Abstract:Artificial intelligence (AI) technology has demonstrated remarkable potential in drug dis-covery, where pharmacokinetics plays a crucial role in determining the dosage, safety, and efficacy of new drugs. A major challenge for AI-driven drug discovery (AIDD) is the scarcity of high-quality data, which often requires extensive wet-lab work. A typical example of this is pharmacokinetic experiments. In this work, we develop a physical formula enhanced mul-ti-task learning (PEMAL) method that predicts four key parameters of pharmacokinetics simultaneously. By incorporating physical formulas into the multi-task framework, PEMAL facilitates effective knowledge sharing and target alignment among the pharmacokinetic parameters, thereby enhancing the accuracy of prediction. Our experiments reveal that PEMAL significantly lowers the data demand, compared to typical Graph Neural Networks. Moreover, we demonstrate that PEMAL enhances the robustness to noise, an advantage that conventional Neural Networks do not possess. Another advantage of PEMAL is its high flexibility, which can be potentially applied to other multi-task machine learning scenarios. Overall, our work illustrates the benefits and potential of using PEMAL in AIDD and other scenarios with data scarcity and noise.
Abstract:Block-wise missing data poses significant challenges in real-world data imputation tasks.
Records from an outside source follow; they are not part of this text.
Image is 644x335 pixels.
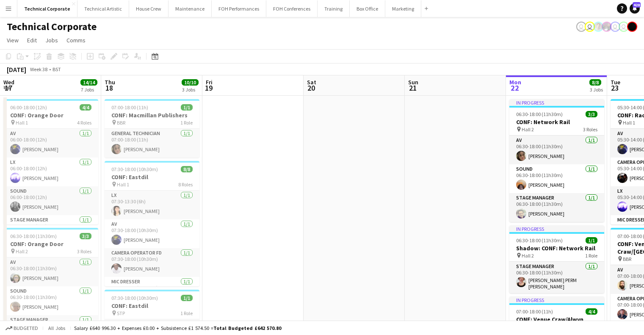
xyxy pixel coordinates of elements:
[509,136,605,164] app-card-role: AV1/106:30-18:00 (11h30m)[PERSON_NAME]
[77,119,92,126] span: 4 Roles
[623,119,635,126] span: Hall 1
[576,22,587,31] app-user-avatar: Liveforce Admin
[80,79,97,86] span: 14/14
[11,104,47,111] span: 06:00-18:00 (12h)
[15,119,28,126] span: Hall 1
[117,181,129,187] span: Hall 1
[318,0,350,17] button: Training
[385,0,421,17] button: Marketing
[105,99,200,157] app-job-card: 07:00-18:00 (11h)1/1CONF: Macmillan Publishers BBR1 RoleGeneral Technician1/107:00-18:00 (11h)[PE...
[585,22,595,31] app-user-avatar: Liveforce Admin
[407,83,419,93] span: 21
[42,34,61,46] a: Jobs
[509,164,605,193] app-card-role: Sound1/106:30-18:00 (11h30m)[PERSON_NAME]
[522,126,534,133] span: Hall 2
[24,34,40,46] a: Edit
[79,104,92,111] span: 4/4
[586,237,598,243] span: 1/1
[586,308,598,314] span: 4/4
[17,0,77,17] button: Technical Corporate
[7,65,26,73] div: [DATE]
[105,277,200,305] app-card-role: Mic Dresser1/107:30-18:00 (10h30m)
[7,20,97,33] h1: Technical Corporate
[408,78,419,86] span: Sun
[509,225,605,232] div: In progress
[182,86,198,93] div: 3 Jobs
[583,126,598,133] span: 3 Roles
[509,296,605,303] div: In progress
[4,34,22,46] a: View
[509,99,605,106] div: In progress
[67,36,86,44] span: Comms
[168,0,212,17] button: Maintenance
[105,78,116,86] span: Thu
[205,78,213,86] span: Fri
[4,99,98,224] app-job-card: 06:00-18:00 (12h)4/4CONF: Orange Door Hall 14 RolesAV1/106:00-18:00 (12h)[PERSON_NAME]LX1/106:00-...
[77,248,92,254] span: 3 Roles
[105,160,200,286] app-job-card: 07:30-18:00 (10h30m)8/8CONF: Eastdil Hall 18 RolesLX1/107:30-13:30 (6h)[PERSON_NAME]AV1/107:30-18...
[509,225,605,293] app-job-card: In progress06:30-18:00 (11h30m)1/1Shadow: CONF: Network Rail Hall 21 RoleStage Manager1/106:30-18...
[213,325,281,331] span: Total Budgeted £642 570.80
[28,66,49,73] span: Week 38
[181,166,193,172] span: 8/8
[181,104,193,111] span: 1/1
[103,83,116,93] span: 18
[509,193,605,221] app-card-role: Stage Manager1/106:30-18:00 (11h30m)[PERSON_NAME]
[509,118,605,126] h3: CONF: Network Rail
[590,86,603,93] div: 3 Jobs
[350,0,385,17] button: Box Office
[63,34,89,46] a: Comms
[623,256,632,262] span: BBR
[182,79,199,86] span: 10/10
[112,104,148,111] span: 07:00-18:00 (11h)
[619,22,629,31] app-user-avatar: Liveforce Admin
[179,181,193,187] span: 8 Roles
[105,129,200,157] app-card-role: General Technician1/107:00-18:00 (11h)[PERSON_NAME]
[7,36,19,44] span: View
[105,248,200,277] app-card-role: Camera Operator FD1/107:30-18:00 (10h30m)[PERSON_NAME]
[267,0,318,17] button: FOH Conferences
[181,295,193,301] span: 1/1
[307,78,316,86] span: Sat
[117,119,125,126] span: BBR
[586,252,598,259] span: 1 Role
[53,66,61,73] div: BST
[15,248,28,254] span: Hall 2
[508,83,522,93] span: 22
[509,99,605,221] app-job-card: In progress06:30-18:00 (11h30m)3/3CONF: Network Rail Hall 23 RolesAV1/106:30-18:00 (11h30m)[PERSO...
[4,129,98,157] app-card-role: AV1/106:00-18:00 (12h)[PERSON_NAME]
[181,119,193,126] span: 1 Role
[4,240,98,247] h3: CONF: Orange Door
[105,302,200,309] h3: CONF: Eastdil
[590,79,602,86] span: 8/8
[611,22,621,31] app-user-avatar: Liveforce Admin
[611,78,621,86] span: Tue
[306,83,316,93] span: 20
[112,166,158,172] span: 07:30-18:00 (10h30m)
[4,215,98,243] app-card-role: Stage Manager1/106:00-18:00 (12h)
[47,325,67,331] span: All jobs
[2,83,14,93] span: 17
[11,233,56,239] span: 06:30-18:00 (11h30m)
[105,173,200,180] h3: CONF: Eastdil
[4,286,98,315] app-card-role: Sound1/106:30-18:00 (11h30m)[PERSON_NAME]
[509,78,522,86] span: Mon
[75,325,281,331] div: Salary £640 996.30 + Expenses £0.00 + Subsistence £1 574.50 =
[81,86,97,93] div: 7 Jobs
[4,258,98,286] app-card-role: AV1/106:30-18:00 (11h30m)[PERSON_NAME]
[509,244,605,252] h3: Shadow: CONF: Network Rail
[593,22,604,31] app-user-avatar: Tom PERM Jeyes
[204,83,213,93] span: 19
[79,233,92,239] span: 3/3
[516,308,553,314] span: 07:00-18:00 (11h)
[13,325,38,331] span: Budgeted
[45,36,58,44] span: Jobs
[129,0,168,17] button: House Crew
[586,111,598,117] span: 3/3
[509,315,605,330] h3: CONF: Venue Craw/Alwyn SETUP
Compared to scattered missing data, block-wise gaps exacerbate adverse effects on subsequent analytic and machine learning tasks, as the lack of local neighboring elements significantly reduces the interpolation capability and predictive power. However, this issue has not received adequate attention. Most SOTA matrix completion methods appeared less effective, primarily due to overreliance on neighboring elements for predictions. We systematically analyze the issue and propose a novel matrix completion method ``BlockEcho" for a more comprehensive solution. This method creatively integrates Matrix Factorization (MF) within Generative Adversarial Networks (GAN) to explicitly retain long-distance inter-element relationships in the original matrix. Besides, we incorporate an additional discriminator for GAN, comparing the generator's intermediate progress with pre-trained MF results to constrain high-order feature distributions. Subsequently, we evaluate BlockEcho on public datasets across three domains. Results demonstrate superior performance over both traditional and SOTA methods when imputing block-wise missing data, especially at higher missing rates. The advantage also holds for scattered missing data at high missing rates. We also contribute on the analyses in providing theoretical justification on the optimality and convergence of fusing MF and GAN for missing block data.